2.GPS doesn't "paint" a target and
3. 150 miles in three minutes - 3,000 MPH? What do we have in our inventory that goes that fast? (and is terminally guided) You should probably not throw BS around when there are people who know how this stuff really works.
So you lied repeatedly about my post and you admit you are a wanker?
Well, admission is the first step to a cure......Good luck with that.....
Let me state it clearly for you. I may be an AH, but you are a liar.
Lessons from Vietnam. Sometimes you have to pull a trigger.
Now you’re just being silly......
What’s next, are you going to say “nanny nanny boo boo” and wiggle your fingers in your ears?
Grow up.....
Thats good thinking, we have plenty of those but, can an aircraft carry enough in the magazine to be effective?

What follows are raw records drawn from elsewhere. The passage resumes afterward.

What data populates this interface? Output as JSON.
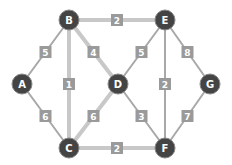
{
  "graph": {
    "node_color": "#444444",
    "edge_color": "#a8a8a8",
    "edge_highlight_color": "#c8c8c8",
    "label_bg_color": "#9a9a9a",
    "nodes": [
      {
        "id": "A",
        "label": "A",
        "x": 22,
        "y": 84
      },
      {
        "id": "B",
        "label": "B",
        "x": 69,
        "y": 20
      },
      {
        "id": "C",
        "label": "C",
        "x": 69,
        "y": 148
      },
      {
        "id": "D",
        "label": "D",
        "x": 118,
        "y": 84
      },
      {
        "id": "E",
        "label": "E",
        "x": 165,
        "y": 20
      },
      {
        "id": "F",
        "label": "F",
        "x": 165,
        "y": 148
      },
      {
        "id": "G",
        "label": "G",
        "x": 210,
        "y": 84
      }
    ],
    "edges": [
      {
        "from": "A",
        "to": "B",
        "weight": "5",
        "highlight": false
      },
      {
        "from": "A",
        "to": "C",
        "weight": "6",
        "highlight": false
      },
      {
        "from": "B",
        "to": "C",
        "weight": "1",
        "highlight": true
      },
      {
        "from": "B",
        "to": "D",
        "weight": "4",
        "highlight": true
      },
      {
        "from": "B",
        "to": "E",
        "weight": "2",
        "highlight": true
      },
      {
        "from": "C",
        "to": "D",
        "weight": "6",
        "highlight": true
      },
      {
        "from": "C",
        "to": "F",
        "weight": "2",
        "highlight": true
      },
      {
        "from": "D",
        "to": "E",
        "weight": "5",
        "highlight": false
      },
      {
        "from": "D",
        "to": "F",
        "weight": "3",
        "highlight": false
      },
      {
        "from": "E",
        "to": "F",
        "weight": "2",
        "highlight": false
      },
      {
        "from": "E",
        "to": "G",
        "weight": "8",
        "highlight": false
      },
      {
        "from": "F",
        "to": "G",
        "weight": "7",
        "highlight": false
      }
    ]
  }
}
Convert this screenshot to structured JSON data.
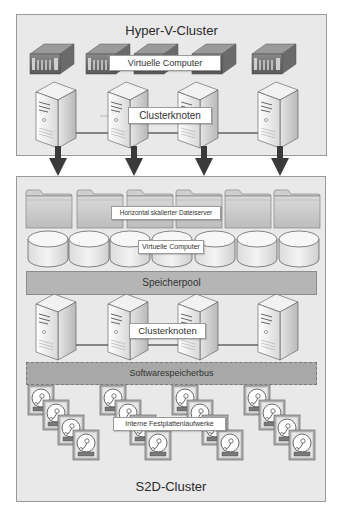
{
  "hyperv_cluster": {
    "title": "Hyper-V-Cluster",
    "vm_label": "Virtuelle Computer",
    "node_label": "Clusterknoten",
    "vm_icons": [
      "vm-server-icon",
      "vm-server-icon",
      "vm-server-icon",
      "vm-server-icon",
      "vm-server-icon"
    ],
    "node_icons": [
      "tower-server-icon",
      "tower-server-icon",
      "tower-server-icon",
      "tower-server-icon"
    ]
  },
  "arrows": {
    "count": 4,
    "direction": "down",
    "color": "#3a3a3a"
  },
  "s2d_cluster": {
    "title": "S2D-Cluster",
    "fileserver_label": "Horizontal skalierter Dateiserver",
    "vm_label": "Virtuelle Computer",
    "storage_pool_label": "Speicherpool",
    "node_label": "Clusterknoten",
    "software_bus_label": "Softwarespeicherbus",
    "disks_label": "Interne Festplattenlaufwerke",
    "folder_count": 6,
    "disk_count": 7,
    "node_count": 4,
    "drive_groups": 4,
    "drives_per_group": 4
  },
  "colors": {
    "cluster_bg": "#e9e9e9",
    "cluster_border": "#9a9a9a",
    "pool_bar": "#b5b5b5",
    "bus_bar": "#a8a8a8",
    "arrow": "#3a3a3a"
  }
}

If its done via stealth, nobody knows is coming. Smoke is a temporary solution that doesn't last forever.
150 miles in three minutes - 3,000 MPH? What do we have in our inventory that goes that fast? (and is terminally guided) .
We have our new "super dooper" Hypersonic standoff missiles.
Trump bragged about them an nearly every Rally.
If its done via stealth, nobody knows is coming. Smoke is a temporary solution that doesn't last forever.
150 miles in three minutes - 3,000 MPH? What do we have in our inventory that goes that fast? (and is terminally guided) .
We have our new "super dooper" Hypersonic standoff missiles.
Trump bragged about them an nearly every Rally.
Inertial navigation uses 3-axis gyros, which have an element of drift. Using GPS to correct that drift is how inertial navigation corrects for that drift. Blank out the GPS and you miss the target.
Smoke is set off when the laser is detected, just as the warhead is in it's final part of the trajectory.
The term is "super duper", not "super-dooper" and despite Mr. Trump mentioning hypersonic weapons, they haven't been fielded yet.
Neither have 1,400 planneed F-35's.
Its about the future, not today.
Shithole countries like azerbaijan are showing us the future and the future is cheap, unmanned drones.
True - but it's actually Turkey, our "NATO Ally" that armed Azerbaijan with those drones. The usual Muslim support for more murderous Muslims.
The point you make is correct: the future is unmanned everything: aviation, naval combat power and support, ground combat power and support. The Chinese are aggressively pursuing this direction and we had better catch up.
I led a team that designed and tested fully autonomous artillery 15 years ago and the system worked very well - fire missions fired very precisely in 18 seconds and a Circle Error Probable (CEP) of 15 meters at 8,200M (and using a drone to locate targets) but the services didn't like the technology and it's sitting rusted and ignored in a warehouse at Picatinny Arsenal at the moment.
These attitudes come from senior officers with no technological expertise and their fear of "rocking the boat". As long as we have people like that leading things, we will lose the race to keep ahead of our enemies.